Linnea: Automatic Generation of Efficient Linear Algebra Programs
Henrik Barthels
RWTH Aachen University
13 February 2019
13:30 - 14:30
G.45
Earl Mountbatten Building
Abstract
The evaluation of linear algebra expressions is a central part of both languages for scientific computing such as Julia and Matlab, and libraries such as Eigen, Blaze, and NumPy. However, the existing strategies are still rather primitive. At present, the only way to achieve high performance is by handcoding algorithms using libraries such as BLAS and LAPACK, a task that requires extensive knowledge in linear algebra, numerical linear algebra and high-performance computing. We present Linnea, a synthesis tool that automates the translation of the mathematical description of a linear algebra problem to an efficient sequence of calls to BLAS and LAPACK kernels. The main idea of Linnea is to construct a search graph that represents a large number of programs, taking into account knowledge about linear algebra. The algebraic nature of the domain is used to reduce the size of the search graph, without reducing the size of the search space that is explored. Experiments show that 1) the code generated by Linnea outperforms standard linear algebra languages and libraries, and 2) in contrast to the development time of human experts, the generation takes only few minutes.
Bio
Henrik Barthels is a PhD student in his 4th year in the High-Performance and Automatic Computing group at RWTH Aachen University. As part of his PhD studies, he works on code generation, linear algebra algorithms, and pattern matching on symbolic expression.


**What is required:** Where the line containing "Detect and localize *footwear*." appears, start repeating, and continue exactly through the last line below, adding nothing. Include no pictures.

**Dataset records:**
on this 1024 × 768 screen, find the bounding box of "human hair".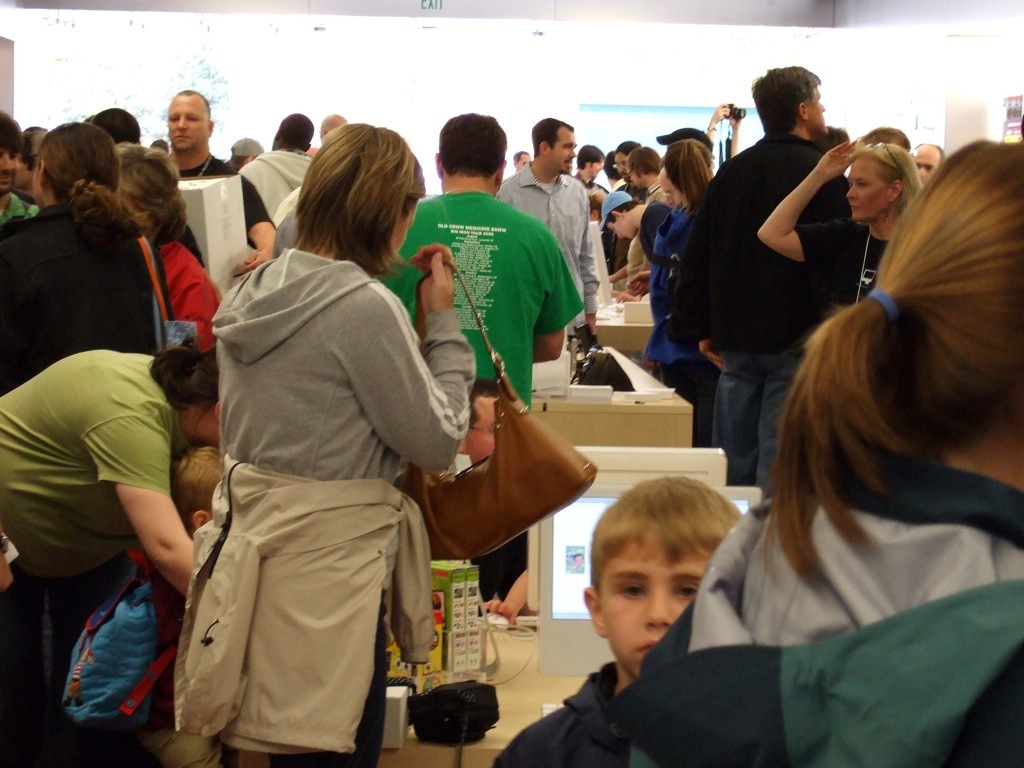
Bounding box: (left=39, top=123, right=144, bottom=240).
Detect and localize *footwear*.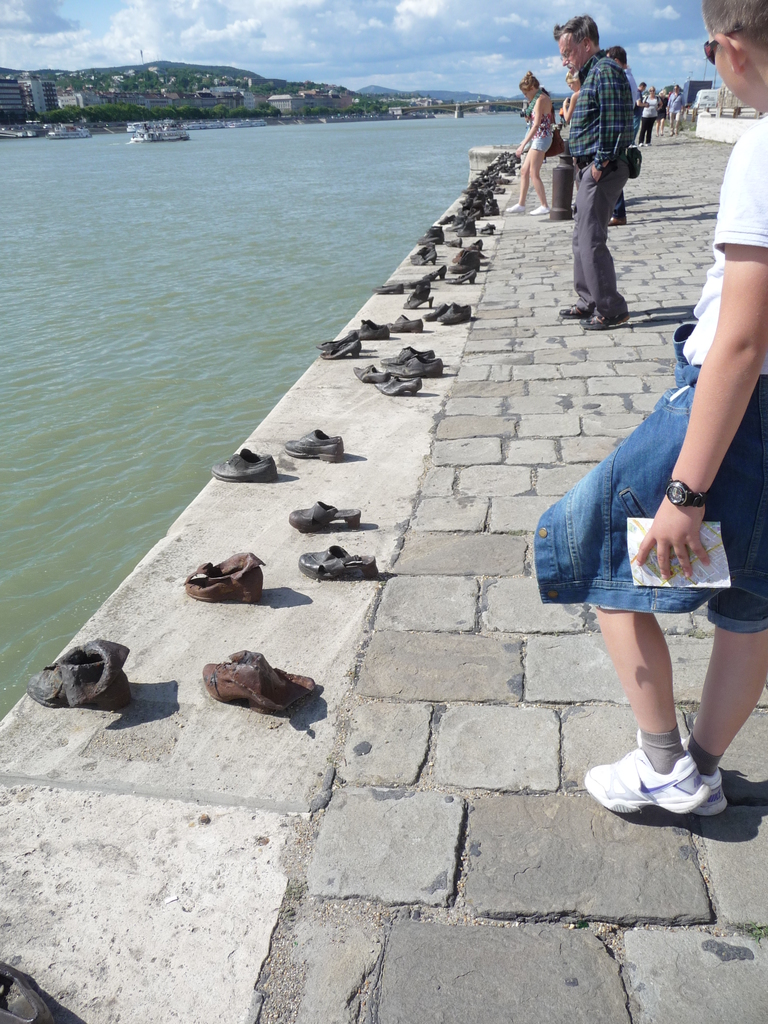
Localized at region(288, 504, 363, 532).
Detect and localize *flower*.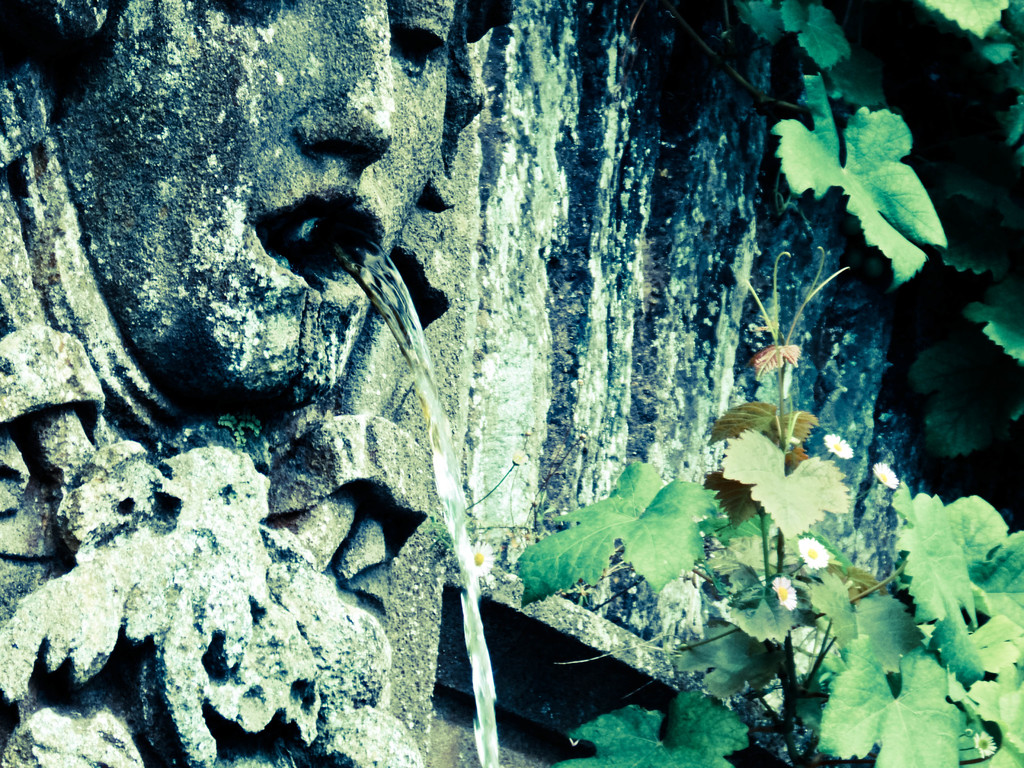
Localized at (left=461, top=543, right=497, bottom=577).
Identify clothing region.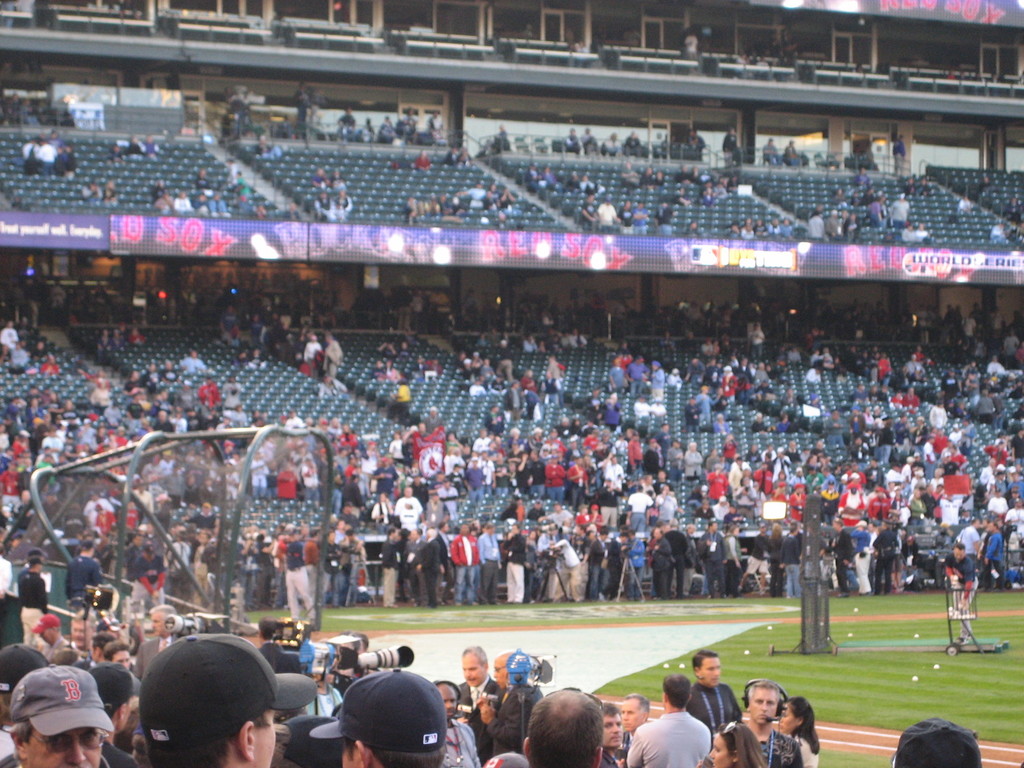
Region: Rect(864, 492, 894, 519).
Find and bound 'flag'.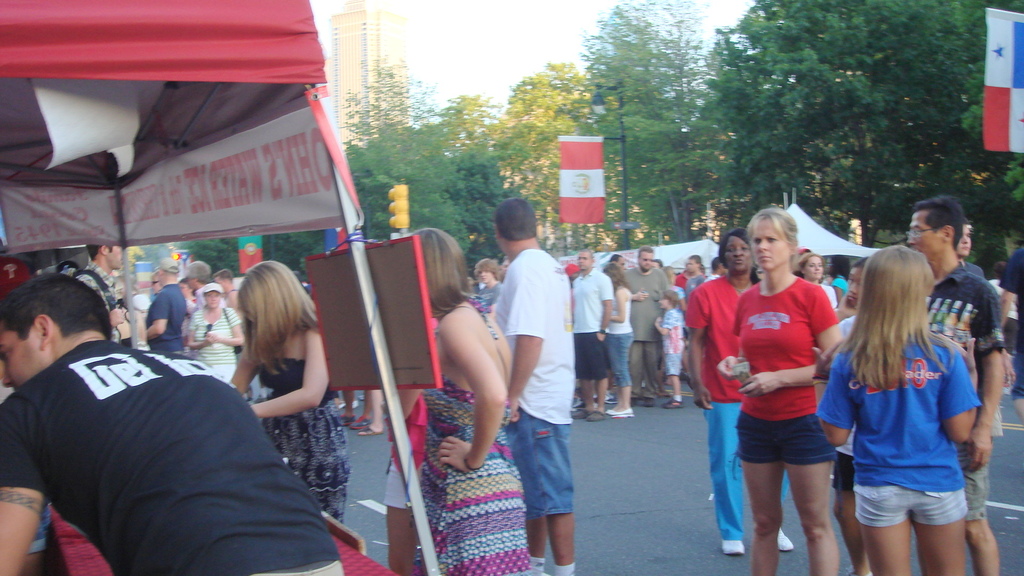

**Expected answer:**
Detect and localize *footwear*.
Localized at region(288, 504, 363, 532).
Detect and localize *flower*.
Localized at (left=461, top=543, right=497, bottom=577).
Identify clothing region.
Region: Rect(864, 492, 894, 519).
Find and bound 'flag'.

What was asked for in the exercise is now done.